Friday, October 15, 2010

Food As an Asset Class


In her Australian Age article today ( Food for more thought) Jo Chandler talks about her trip to Malawi in October 2005 when she saw the desperate famine and the awful spectacle of western aid agencies having to ask village elders to choose who should receive the limited food aid available.  She then contrasts this with Malawi in 2010.  The country is now a net exporter of food to its neighbours after the president introduced a program to subsidise fertiliser and seed and encourage a drive to self sufficiency.

Chandler talks about the emerging food crisis and the consequence of limited investment in agriculture research and development compared to the need.  She quotes the director-general of the UN Food and Agriculture Organisation Jacques Diouf.


 "More than 70 per cent of the extremely poor live in rural parts of developing countries, and those areas need investment in seeds and fertiliser, and better access to markets, to reduce hunger. Developed countries promised to invest $22 billion in aid to agriculture from 2009 to 2011,  but so far only $425 million has been spent. Movement is in the right direction, but the pace needs to be accelerated".


And she quotes from the Australian director of Oxfam Australia. 

''We have seen the results of decades of immediate interventions without long-term planning, and it has not helped people in developing countries to have sustainable access to enough food. What we need is a long-term response that invests in small farmers who feed their families and communities, that helps farmers adapt to the impact of climate change, and that provides sustainable ways to use the land and water resources we have.''


The  UK based Financial Times today (Friday 15 October) contained a  special supplement titled "World Food" which profiles the emerging food production crisis in the world.  Reference is made to the recent decision by the  Bill and Melinda Gates to now focus on agricultural research and development as part of its new focus on food security.  There is also reference to the the bid by BHP Billiton, the world's largest mining group - for the Canadian fertiliser company PotashCorp.  


And in Australia - there is a race by Canadian agribusiness companies to win control of the Australian grain sector - with Viterra of Canada acquiring control of the Australian wheat and barley exporter ABB and the more recent bid by the Canadian fertiliser company Agrium for control of the former Australian Government owned grain exporter AWB Limited.  

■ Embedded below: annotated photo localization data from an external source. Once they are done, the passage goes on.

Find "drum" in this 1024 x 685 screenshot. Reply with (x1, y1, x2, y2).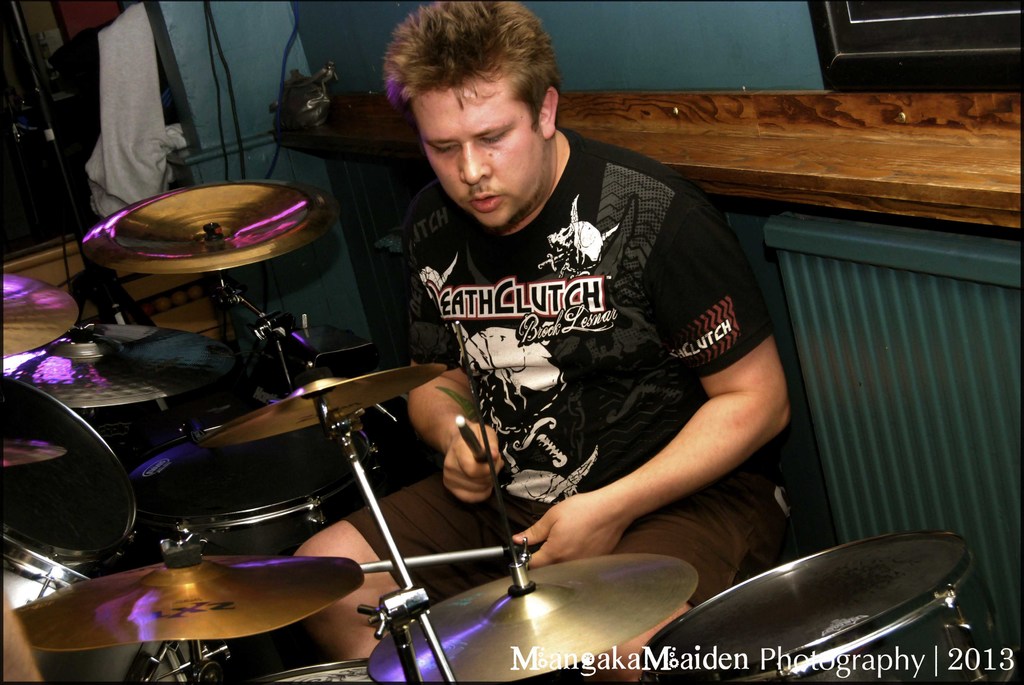
(627, 531, 1009, 679).
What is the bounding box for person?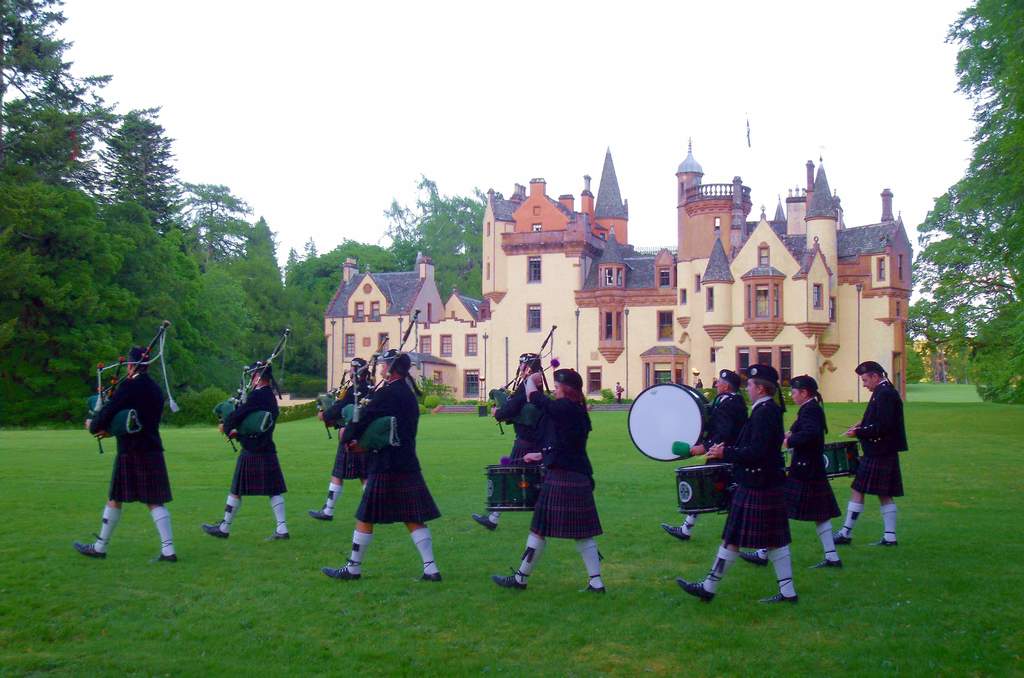
BBox(838, 359, 912, 552).
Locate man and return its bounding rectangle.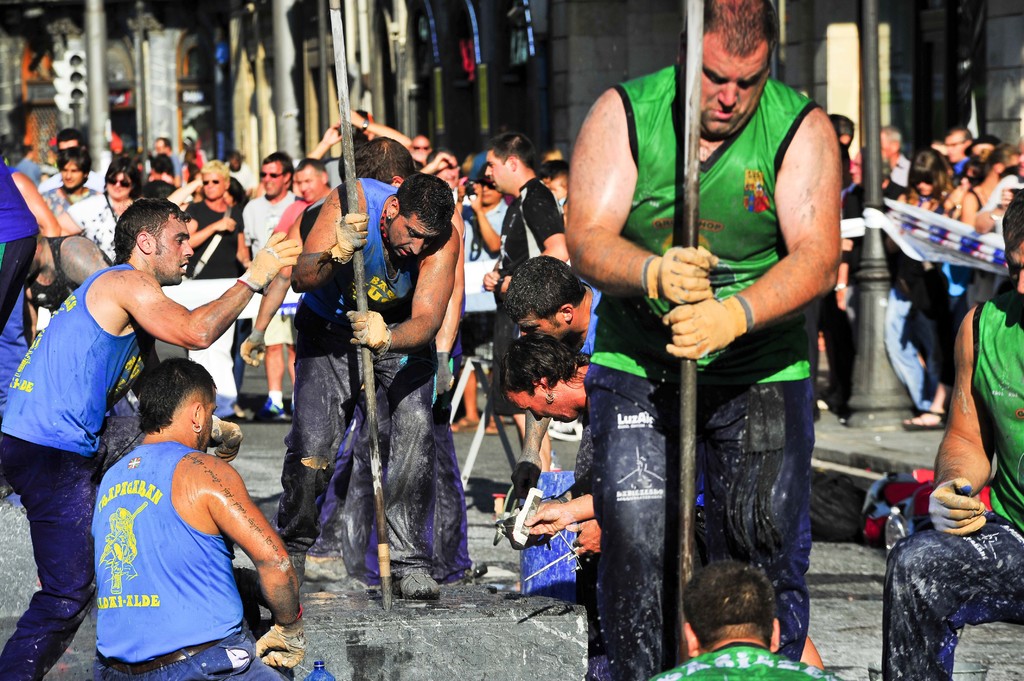
x1=273 y1=156 x2=334 y2=234.
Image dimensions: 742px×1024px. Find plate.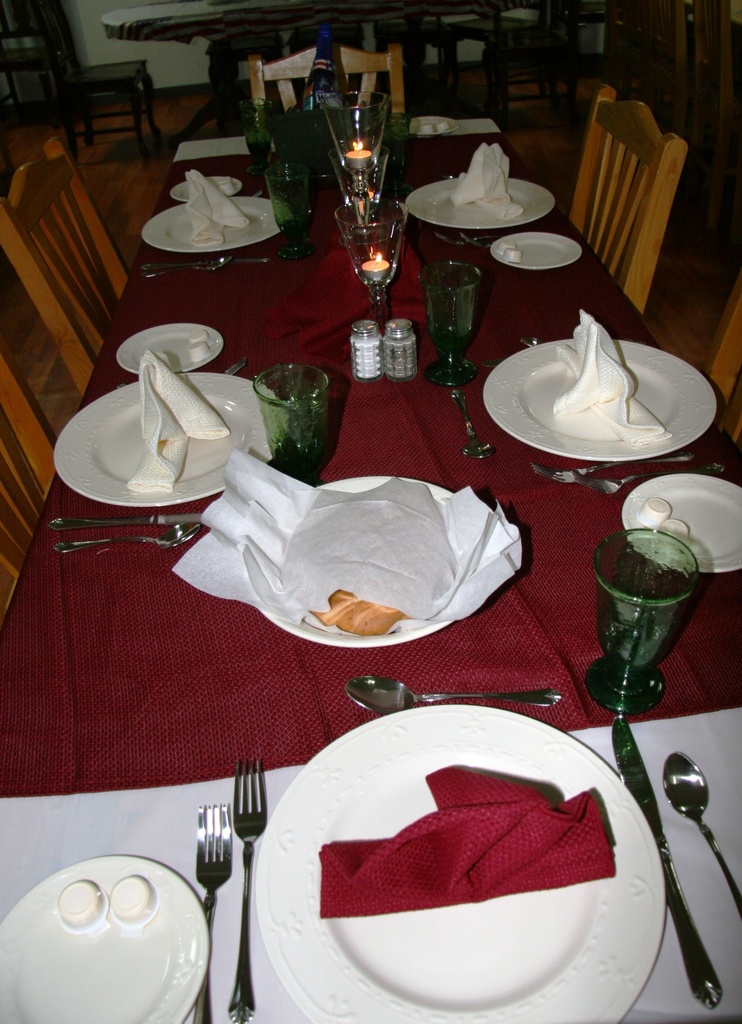
<region>243, 461, 492, 596</region>.
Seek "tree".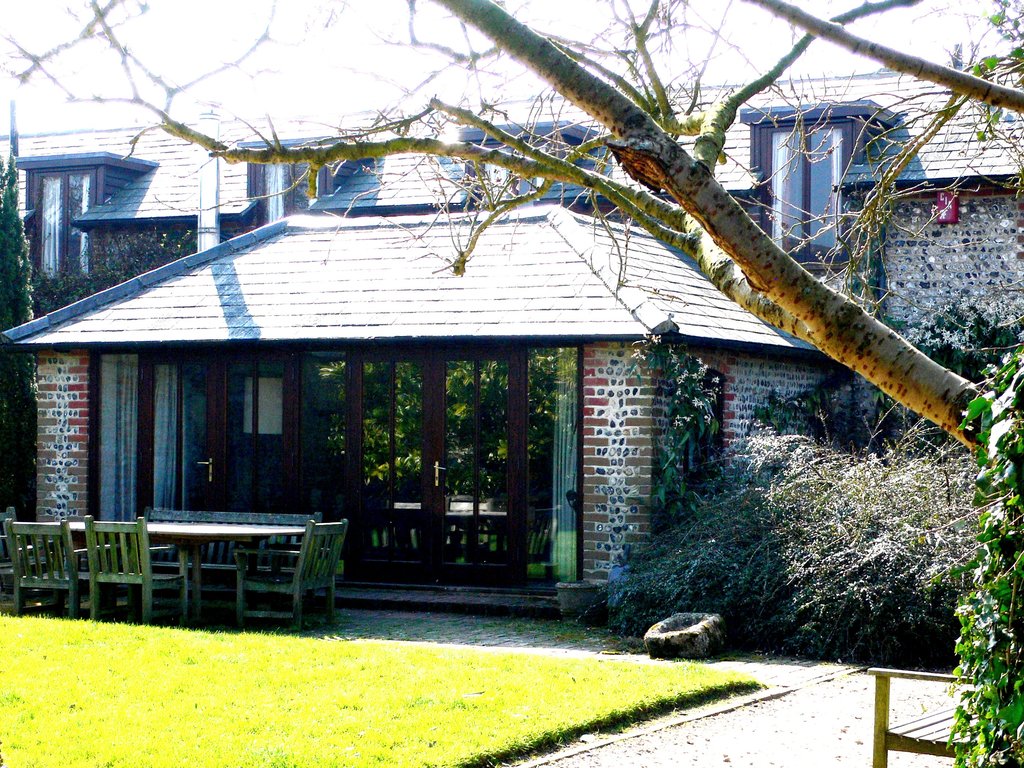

All this  "food crisis stuff" is attracting  serious attention from  the world's financial press.  What is it telling us?  That perceptions are shifting about food production assets as an asset class - and that food itself is now becoming a strategic lever  as the world starts to realise it  needs to re-scope the capital base around food production technology and infrastructure - within the new constraints of the post GFC  liquidity and capital rationing,  declining sustainable fresh water sources,  limited arable land availability and the impact of volatile climate change.  


The challenge is in three parts:


1. To equip the rural poor around the world to feed themselves (using the Malawi model).


2. To provide sufficient food to the world's city based populations.


3. To understand how and where the global investment community should place capital into food production assets (following the lead by BHP with it's potash play).


I prefer to be optimistic about these challenges.  What an opportunity for the innovative use of capital and for fresh thinking!



Tuesday, October 5, 2010

Look to the East for Liquidity


We continue to see the impact from the  collapse of liquidity and erosion of value in the old world economies  flowing from the global financial crisis of 2007 and 2008.   The Wharton School of the University of Pennsylvania recently reported ( In Search of Capital ) that during 2009 angel investing in the USA in start ups declined a further 8.3% to $17.6 billion - following an earlier massive  drop of 26.2% in 2008.  This didn't really overcome the positive news that because deals were slightly smaller in size last year there was actually a 3% increase in the total number of firms that got financing.  If the US stops funding entrepreneurial activity there is something seriously wrong.

In June we saw Dave Kansas pose the question Did China Save Your Retirement in his Wall Street Journal article - proposing that unless the Chinese let their yuan appreciate against the US dollar US retirement savings were under severe threat - and expressing some relief that there appeared to be some signs that China appeared to making moves to loosen controls on their currency.  More recently we have seen the US legislature approve new laws empowering the administration to take punitive action against the Chinese unless they relax their currency controls.  I won't hold my breath.  Why should/would they?

To me the best indicators of what is happening is to watch where the private bankers and investment bankers are going with staff, infrastructure and to source capital.  And it's not Europe or North America. It's India and China.  Look at the example of Lombard Odier Darier Hentsch, the small and venerable old boutique Swiss private bank - which is boosting its Hong Kong team.  At the time it made this announcement in September it criticised it's larger private banking rivals also rushing to China stating that the days of product pushing are over and the future of private banking is "where the client is still the focus".  "The deleveraging that has occurred following the global financial crisis in 2008 has resulted in a structural change in the market.  It is not a cyclical change".

I am excited by this.  As an Australian living in our island at the bottom of Asia I am living right in the middle of the largest global power shift since the war.

What opportunity there lies for the brave and the agile!